Conversation with a Friend Who Supports Hillary

Conversation with a Friend Who Supports Hillary August 11, 2016

As is, I hope, clear by now I support the legitimacy of voting for Hillary to stop Trump, while at the same time noting that one does not have to vote for her if your conscience will not allow you to and while adding that if you are in a position (as I am) of being in state which will certainly vote for her, you can (as I will do) cast your vote for a third party in protest of both awful candidates.

Most of the hate mail I get comes from Trump supporters telling me I blaspheme God yadda yadda for taking seriously Ratzinger’s instruction on proportional reasoning and God is going to judge me and so forth.  But now and then I also hear from Hillary supporters who likewise chew me out for “throwing my vote away” by not casting it for Hillary.  To wit, my friend Andy (who I really like, partly because we can have really interesting fights and still stay friends).  His response my little plug for the American Solidarity Party was:

Another vanity option for the gullible voter.

Vote Dem or the Country Gets it!

Oh Rhett, I just can’t get my lovely hands dirty…

Oh, I’d get ’em dirty if I had to. But I don’t have to. Washington will go for Clinton without my help. So I choose to spend my vote in a different way. But as I say, it’s the stone in the stone soup of civic involvement. I get a lot more done through my writing than through my vote.

I get a lot more done through other things as well. Not sure what your point is. It takes no more effort to make a vote count than to throw it away.

It is not throwing my vote away to support something I agree with. It is emphatically throwing my vote away to vote against my conscience.

It’s just a waste. It’s political onanism.

I think it comes down to the fact that you and I have entirely different philosophies about the meaning and purpose of a vote. I primarily look at voting in national elections in terms of how my vote changes me, not the outcome of the election. I think the disastrous history of the prolife movement is abundant illustration of what happens when a voter keeps denying his conscience for the sake of winning power.

Votes don’t change you. Geez, c’mon! The purpose of voting is to elect candidates so that they can represent us in office. People literally *die* for this right around the world, and our own ancestors did as well. This almost dainty-like aversion to a minimal involvement in civic life is not a virtue.

Of course they do. Over 30 years, rationalizing votes for the GOP has dramatically changed the prolife movement from people who wanted to stop the assault on human life into a reliable block of voters who will defend a creature like Donald Trump for the sake of “not throwing away my vote”.

Votes are like the widow’s mite. It had no effect on the Judean economy or the Roman empire. But it had a huge effect on the Widow.

Now you’re shifting the argument. If votes don’t matter, then they don’t matter; they change neither outcomes nor yourself. You can’t have it both ways. And I think a more apt parable is the one where the guy threw away his talents by burying them.

The widow’s mite has nothing to do with voting. If anything, it proves the opposite of what your point is. She gave her all for something she believed in. You’re giving…a lot less.

Failure to vote Dem is giving a lot less? Srsly?

It’s not voting that has polluted the pro-life movement. It’s allowing the GOP to drag the pro-life movement out to sea instead of bringing the GOP back to shore.

And that has been achieved through the steady application of “Vote GOP or the baby gets it”. Now the “prolife movement ” is urgently jettisoning the last ounces of its credibility in the effort to rally the vote for this crazy swine. Because it mustn’t throw away its vote.

Everything depends on what you mean by “matters”. Your definition of a vote that matters is very different than mine.

It’s not “my definition.” It’s what it is.

No. It’s your definition. My vote matters to me deeply. That’s why I bother casting it at all.

“Vote” means a formal indication a choice of a candidate or a course of action. You can wish it meant something else, you can believe it means whatever, but it is what it is.

Correct. I would like to indicate my choice of the American Solidarity Party platform as my preferred course of action. That’s why I vote and that is why it is not “throwing away my vote” to do so.

Just don’t think you’re acting virtuous in throwing your vote away. You have personally benefitted from Obama’s time in office, yet you act as if voting in your own interest is somehow beneath you. Honestly, you benefit from people who enter the fray and get our hands dirty, but you don’t lift a finger. That ain’t a virtue.

I’m not throwing my vote away. I am, in *your* words, indicating “a choice of a candidate or a course of action.” I prefer the ASP course of action over that of both Clinton and Trump. The fact that most others do not does not mean I’m throwing my vote away. It means that I know what I want. If I were forced to do so, I would constrain the meaning of my vote to “Never Trump” and vote for Hillary in order to stop him. Since she will carry Washington without my help, I can expand the meaning of my vote, not mere to what I *don’t* want, but to what I *do* want. It is bizarre to me that you regard that as a waste.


Your task. Please write out all of the entries without altering anything.
....
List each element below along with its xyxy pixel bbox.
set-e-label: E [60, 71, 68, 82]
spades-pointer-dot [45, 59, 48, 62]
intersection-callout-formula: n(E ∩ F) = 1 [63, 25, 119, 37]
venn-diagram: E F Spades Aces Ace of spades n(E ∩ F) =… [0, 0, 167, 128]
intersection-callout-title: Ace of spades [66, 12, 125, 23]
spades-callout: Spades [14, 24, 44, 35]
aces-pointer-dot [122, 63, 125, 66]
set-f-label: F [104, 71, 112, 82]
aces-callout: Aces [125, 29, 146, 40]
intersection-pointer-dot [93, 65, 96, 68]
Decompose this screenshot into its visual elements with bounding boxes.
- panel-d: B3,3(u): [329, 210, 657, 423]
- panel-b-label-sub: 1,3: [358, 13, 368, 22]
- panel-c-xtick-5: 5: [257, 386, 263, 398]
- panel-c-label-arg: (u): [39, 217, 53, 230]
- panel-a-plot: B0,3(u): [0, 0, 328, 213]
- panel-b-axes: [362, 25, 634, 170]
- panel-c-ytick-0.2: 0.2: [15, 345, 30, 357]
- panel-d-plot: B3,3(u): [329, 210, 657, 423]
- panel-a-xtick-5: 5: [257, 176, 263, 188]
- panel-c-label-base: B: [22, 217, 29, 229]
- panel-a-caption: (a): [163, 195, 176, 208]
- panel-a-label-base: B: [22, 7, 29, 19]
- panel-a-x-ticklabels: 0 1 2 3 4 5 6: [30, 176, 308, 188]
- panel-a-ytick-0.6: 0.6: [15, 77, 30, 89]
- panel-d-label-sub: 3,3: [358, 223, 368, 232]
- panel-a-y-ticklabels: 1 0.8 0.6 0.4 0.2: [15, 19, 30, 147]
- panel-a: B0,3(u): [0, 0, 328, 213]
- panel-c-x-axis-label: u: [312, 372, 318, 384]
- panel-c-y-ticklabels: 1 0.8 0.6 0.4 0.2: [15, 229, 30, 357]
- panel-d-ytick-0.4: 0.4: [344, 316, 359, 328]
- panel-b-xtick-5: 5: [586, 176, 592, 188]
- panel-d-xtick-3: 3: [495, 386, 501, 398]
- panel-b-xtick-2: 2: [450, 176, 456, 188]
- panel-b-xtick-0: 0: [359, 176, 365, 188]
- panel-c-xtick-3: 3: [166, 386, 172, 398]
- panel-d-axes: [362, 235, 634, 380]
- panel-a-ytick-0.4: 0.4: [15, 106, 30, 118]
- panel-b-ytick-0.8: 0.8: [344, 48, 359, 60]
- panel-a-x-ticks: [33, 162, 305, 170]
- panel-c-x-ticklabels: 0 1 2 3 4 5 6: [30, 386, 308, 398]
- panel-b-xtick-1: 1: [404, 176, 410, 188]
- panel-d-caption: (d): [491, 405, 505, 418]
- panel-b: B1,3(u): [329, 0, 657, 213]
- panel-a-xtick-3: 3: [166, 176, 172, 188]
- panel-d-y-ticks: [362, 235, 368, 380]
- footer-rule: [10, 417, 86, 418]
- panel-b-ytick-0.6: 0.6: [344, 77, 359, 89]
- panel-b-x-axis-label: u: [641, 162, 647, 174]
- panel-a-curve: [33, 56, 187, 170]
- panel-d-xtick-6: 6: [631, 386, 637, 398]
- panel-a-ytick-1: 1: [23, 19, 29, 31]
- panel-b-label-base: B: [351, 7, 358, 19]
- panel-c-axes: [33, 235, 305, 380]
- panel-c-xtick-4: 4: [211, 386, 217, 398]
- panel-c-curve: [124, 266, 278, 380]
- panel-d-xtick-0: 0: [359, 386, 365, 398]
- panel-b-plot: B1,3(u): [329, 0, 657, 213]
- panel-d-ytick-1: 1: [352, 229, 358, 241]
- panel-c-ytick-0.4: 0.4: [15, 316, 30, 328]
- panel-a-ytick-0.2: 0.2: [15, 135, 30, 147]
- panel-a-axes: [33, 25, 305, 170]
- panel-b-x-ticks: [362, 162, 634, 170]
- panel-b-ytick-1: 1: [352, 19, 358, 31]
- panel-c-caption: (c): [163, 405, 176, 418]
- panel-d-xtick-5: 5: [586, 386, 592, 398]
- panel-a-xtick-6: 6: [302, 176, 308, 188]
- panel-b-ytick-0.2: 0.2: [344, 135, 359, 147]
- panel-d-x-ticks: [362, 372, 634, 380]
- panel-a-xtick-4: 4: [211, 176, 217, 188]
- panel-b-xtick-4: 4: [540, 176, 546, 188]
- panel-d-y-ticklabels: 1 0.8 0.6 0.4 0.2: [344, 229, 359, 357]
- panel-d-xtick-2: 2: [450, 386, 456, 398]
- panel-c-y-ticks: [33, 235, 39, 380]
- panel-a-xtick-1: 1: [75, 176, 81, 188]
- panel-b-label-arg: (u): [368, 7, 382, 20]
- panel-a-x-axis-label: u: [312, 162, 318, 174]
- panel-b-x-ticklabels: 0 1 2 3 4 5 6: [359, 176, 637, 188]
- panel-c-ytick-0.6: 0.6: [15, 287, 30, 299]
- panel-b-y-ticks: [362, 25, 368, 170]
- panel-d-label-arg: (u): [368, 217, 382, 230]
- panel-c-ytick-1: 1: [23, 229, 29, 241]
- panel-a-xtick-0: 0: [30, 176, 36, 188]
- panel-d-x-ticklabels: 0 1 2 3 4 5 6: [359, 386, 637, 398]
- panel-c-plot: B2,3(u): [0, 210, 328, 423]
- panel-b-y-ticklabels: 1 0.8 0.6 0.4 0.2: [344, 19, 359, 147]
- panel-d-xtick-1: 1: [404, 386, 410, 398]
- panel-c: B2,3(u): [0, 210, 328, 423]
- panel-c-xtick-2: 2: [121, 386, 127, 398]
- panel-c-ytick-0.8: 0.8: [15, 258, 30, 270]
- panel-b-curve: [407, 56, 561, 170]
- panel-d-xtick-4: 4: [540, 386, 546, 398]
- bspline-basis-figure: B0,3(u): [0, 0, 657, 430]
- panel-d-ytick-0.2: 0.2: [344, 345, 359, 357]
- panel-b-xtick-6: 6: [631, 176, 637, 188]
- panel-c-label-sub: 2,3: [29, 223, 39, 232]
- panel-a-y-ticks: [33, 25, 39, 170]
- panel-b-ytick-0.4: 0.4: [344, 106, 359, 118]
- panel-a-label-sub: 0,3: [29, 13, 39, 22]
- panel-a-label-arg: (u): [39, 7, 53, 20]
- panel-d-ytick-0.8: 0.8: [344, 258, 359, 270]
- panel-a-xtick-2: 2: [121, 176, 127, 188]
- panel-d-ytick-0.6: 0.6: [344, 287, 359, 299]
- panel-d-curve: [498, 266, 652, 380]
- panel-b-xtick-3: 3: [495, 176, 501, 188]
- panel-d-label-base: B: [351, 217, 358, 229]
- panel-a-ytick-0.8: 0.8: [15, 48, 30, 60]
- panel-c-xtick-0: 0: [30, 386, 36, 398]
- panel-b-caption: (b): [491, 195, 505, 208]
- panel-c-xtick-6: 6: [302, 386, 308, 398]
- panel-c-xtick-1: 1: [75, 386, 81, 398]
....
Written solution.
List each element below along with its xyxy pixel bbox.
set-e-label: E [60, 71, 68, 82]
spades-pointer-dot [45, 59, 48, 62]
intersection-callout-formula: n(E ∩ F) = 1 [63, 25, 119, 37]
venn-diagram: E F Spades Aces Ace of spades n(E ∩ F) =… [0, 0, 167, 128]
intersection-callout-title: Ace of spades [66, 12, 125, 23]
spades-callout: Spades [14, 24, 44, 35]
aces-pointer-dot [122, 63, 125, 66]
set-f-label: F [104, 71, 112, 82]
aces-callout: Aces [125, 29, 146, 40]
intersection-pointer-dot [93, 65, 96, 68]
Decompose this screenshot into its visual elements with bounding boxes.
- panel-d: B3,3(u): [329, 210, 657, 423]
- panel-b-label-sub: 1,3: [358, 13, 368, 22]
- panel-c-xtick-5: 5: [257, 386, 263, 398]
- panel-c-label-arg: (u): [39, 217, 53, 230]
- panel-a-plot: B0,3(u): [0, 0, 328, 213]
- panel-b-axes: [362, 25, 634, 170]
- panel-c-ytick-0.2: 0.2: [15, 345, 30, 357]
- panel-d-plot: B3,3(u): [329, 210, 657, 423]
- panel-a-xtick-5: 5: [257, 176, 263, 188]
- panel-c-label-base: B: [22, 217, 29, 229]
- panel-a-caption: (a): [163, 195, 176, 208]
- panel-a-label-base: B: [22, 7, 29, 19]
- panel-a-x-ticklabels: 0 1 2 3 4 5 6: [30, 176, 308, 188]
- panel-a-ytick-0.6: 0.6: [15, 77, 30, 89]
- panel-d-label-sub: 3,3: [358, 223, 368, 232]
- panel-a-y-ticklabels: 1 0.8 0.6 0.4 0.2: [15, 19, 30, 147]
- panel-a: B0,3(u): [0, 0, 328, 213]
- panel-c-x-axis-label: u: [312, 372, 318, 384]
- panel-c-y-ticklabels: 1 0.8 0.6 0.4 0.2: [15, 229, 30, 357]
- panel-d-ytick-0.4: 0.4: [344, 316, 359, 328]
- panel-b-xtick-5: 5: [586, 176, 592, 188]
- panel-d-xtick-3: 3: [495, 386, 501, 398]
- panel-b-xtick-2: 2: [450, 176, 456, 188]
- panel-b-xtick-0: 0: [359, 176, 365, 188]
- panel-c-xtick-3: 3: [166, 386, 172, 398]
- panel-d-axes: [362, 235, 634, 380]
- panel-a-ytick-0.4: 0.4: [15, 106, 30, 118]
- panel-b-ytick-0.8: 0.8: [344, 48, 359, 60]
- panel-a-x-ticks: [33, 162, 305, 170]
- panel-c-x-ticklabels: 0 1 2 3 4 5 6: [30, 386, 308, 398]
- panel-b-xtick-1: 1: [404, 176, 410, 188]
- panel-d-caption: (d): [491, 405, 505, 418]
- panel-b: B1,3(u): [329, 0, 657, 213]
- panel-a-xtick-3: 3: [166, 176, 172, 188]
- panel-d-y-ticks: [362, 235, 368, 380]
- footer-rule: [10, 417, 86, 418]
- panel-b-ytick-0.6: 0.6: [344, 77, 359, 89]
- panel-b-x-axis-label: u: [641, 162, 647, 174]
- panel-a-curve: [33, 56, 187, 170]
- panel-d-xtick-6: 6: [631, 386, 637, 398]
- panel-a-ytick-1: 1: [23, 19, 29, 31]
- panel-b-label-base: B: [351, 7, 358, 19]
- panel-c-axes: [33, 235, 305, 380]
- panel-c-xtick-4: 4: [211, 386, 217, 398]
- panel-c-curve: [124, 266, 278, 380]
- panel-d-xtick-0: 0: [359, 386, 365, 398]
- panel-b-plot: B1,3(u): [329, 0, 657, 213]
- panel-d-ytick-1: 1: [352, 229, 358, 241]
- panel-c-ytick-0.4: 0.4: [15, 316, 30, 328]
- panel-a-ytick-0.2: 0.2: [15, 135, 30, 147]
- panel-a-axes: [33, 25, 305, 170]
- panel-b-x-ticks: [362, 162, 634, 170]
- panel-b-ytick-1: 1: [352, 19, 358, 31]
- panel-c-caption: (c): [163, 405, 176, 418]
- panel-d-xtick-5: 5: [586, 386, 592, 398]
- panel-a-xtick-6: 6: [302, 176, 308, 188]
- panel-b-ytick-0.2: 0.2: [344, 135, 359, 147]
- panel-d-x-ticks: [362, 372, 634, 380]
- panel-a-xtick-4: 4: [211, 176, 217, 188]
- panel-b-xtick-4: 4: [540, 176, 546, 188]
- panel-d-y-ticklabels: 1 0.8 0.6 0.4 0.2: [344, 229, 359, 357]
- panel-d-xtick-2: 2: [450, 386, 456, 398]
- panel-c-y-ticks: [33, 235, 39, 380]
- panel-a-xtick-1: 1: [75, 176, 81, 188]
- panel-b-label-arg: (u): [368, 7, 382, 20]
- panel-a-x-axis-label: u: [312, 162, 318, 174]
- panel-b-x-ticklabels: 0 1 2 3 4 5 6: [359, 176, 637, 188]
- panel-c-ytick-0.6: 0.6: [15, 287, 30, 299]
- panel-b-y-ticks: [362, 25, 368, 170]
- panel-d-label-arg: (u): [368, 217, 382, 230]
- panel-c-ytick-1: 1: [23, 229, 29, 241]
- panel-a-xtick-0: 0: [30, 176, 36, 188]
- panel-d-x-ticklabels: 0 1 2 3 4 5 6: [359, 386, 637, 398]
- panel-c-plot: B2,3(u): [0, 210, 328, 423]
- panel-b-y-ticklabels: 1 0.8 0.6 0.4 0.2: [344, 19, 359, 147]
- panel-d-xtick-1: 1: [404, 386, 410, 398]
- panel-c: B2,3(u): [0, 210, 328, 423]
- panel-c-xtick-2: 2: [121, 386, 127, 398]
- panel-c-ytick-0.8: 0.8: [15, 258, 30, 270]
- panel-b-curve: [407, 56, 561, 170]
- panel-d-xtick-4: 4: [540, 386, 546, 398]
- bspline-basis-figure: B0,3(u): [0, 0, 657, 430]
- panel-d-ytick-0.2: 0.2: [344, 345, 359, 357]
- panel-b-xtick-6: 6: [631, 176, 637, 188]
- panel-c-label-sub: 2,3: [29, 223, 39, 232]
- panel-a-y-ticks: [33, 25, 39, 170]
- panel-b-ytick-0.4: 0.4: [344, 106, 359, 118]
- panel-a-label-sub: 0,3: [29, 13, 39, 22]
- panel-a-label-arg: (u): [39, 7, 53, 20]
- panel-d-ytick-0.8: 0.8: [344, 258, 359, 270]
- panel-a-xtick-2: 2: [121, 176, 127, 188]
- panel-d-ytick-0.6: 0.6: [344, 287, 359, 299]
- panel-d-curve: [498, 266, 652, 380]
- panel-b-xtick-3: 3: [495, 176, 501, 188]
- panel-d-label-base: B: [351, 217, 358, 229]
- panel-a-ytick-0.8: 0.8: [15, 48, 30, 60]
- panel-c-xtick-0: 0: [30, 386, 36, 398]
- panel-b-caption: (b): [491, 195, 505, 208]
- panel-c-xtick-6: 6: [302, 386, 308, 398]
- panel-c-xtick-1: 1: [75, 386, 81, 398]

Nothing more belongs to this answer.